Four weeks from audit to handover.
$ busyless audit --stack
- Notion41 ACTIVE PAGES
- n8n3 WORKFLOWS · 1 STALE
- Slack12 CHANNELS MAPPED
3 automation opportunities ranked.
Step 01 · Week 1
Audit + mapping
Stack review. We map your content ops end-to-end and lock the one automation that pays back the fastest.
$ busyless build --system
- TriggerNOTION DB
- AgentCLAUDE · RAG
- ApprovalSLACK
- PublishWEBFLOW
Live on staging.
Step 02 · Week 2
Build
I ship the system on n8n + Claude + your CMS. You watch the Loom; we review checkpoints every 48h.
$ busyless test --quality
- researchPASS
- draftPASS
- publishPASS
0 errors. 12 edge cases caught.
Step 03 · Week 3
Test
Quality gate, edge cases, and a hand-off run with one of your editors. Anything off gets fixed inside the window.
$ busyless handover --doc
- Loom12 MIN WALKTHROUGH
- Runbook24 SECTIONS
- Credentials1PASSWORD
2 weeks support included.
Step 04 · Week 4
Handover
Workflow JSON + docs + a recorded walkthrough. You own the code; I'm one Slack away.

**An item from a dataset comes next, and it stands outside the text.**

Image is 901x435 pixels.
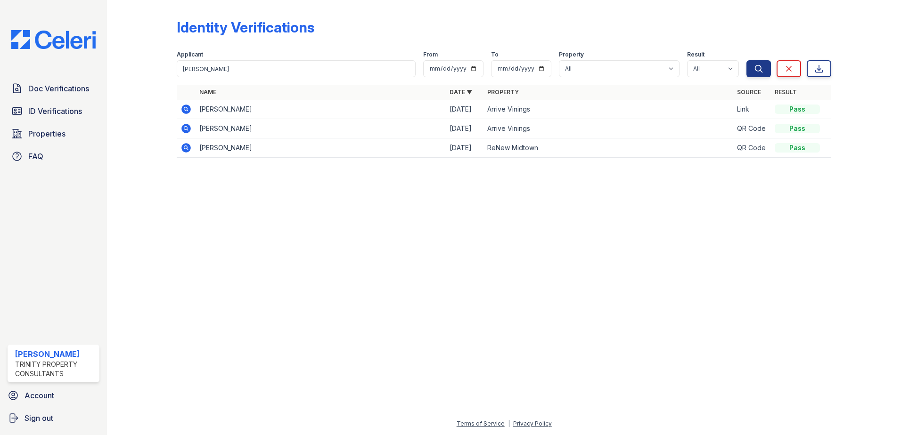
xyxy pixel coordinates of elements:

One operator beats the alternatives on every axis that matters.
No account managers, no junior hand-offs, no 9-month onboarding. The person scoping the build is the one shipping it.
Need something the table doesn't cover?
Custom scope, retainer, or a one-off prototype — say what you need on the call.
Pricing
Three ways in. All priced upfront.
Audit
$1,500one-offFind the bottleneck. Get a 30-day automation roadmap.
Start with an auditBuild
$2,250per automationOne custom automation, shipped in 14 days.
Scope a buildFractional
$7,650per monthContent marketing strategy + automation, monthly.
Book a strategy call
Map automation across your ecommerce stack.
30 min. We walk your content ops, lock the bottleneck, and pick the one ecommerce automation that pays back fastest. No qualification form.
Direct calendar
Book a 30-min intro call
No sales rep, no qualification form. You pick a slot, we talk.
Calendar busy?
Send a note instead.
One sentence on the bottleneck. I'll reply within 24h with a sharper next step.
Frequently asked
What if I use Shopify?
We integrate with Shopify via the API + webhooks. Products sync automatically, copy generates on a schedule (or on-change), and pushes back to your Shopify storefront. Same for BigCommerce, WooCommerce, and most headless setups.How does this handle product variants?
Variants get template-driven copy that pulls the variant-specific attributes (color, size, material, configuration). The base PDP copy stays consistent; the variant-specific lines change. No duplicate content issues.Will it work with my PIM?
Yes — Akeneo, Plytix, Pimcore, Salsify, Catalog. The PIM is usually the cleanest source of product data, so it's often the right starting point. We pull from the PIM, enrich with reviews + search intent, and push to the storefront.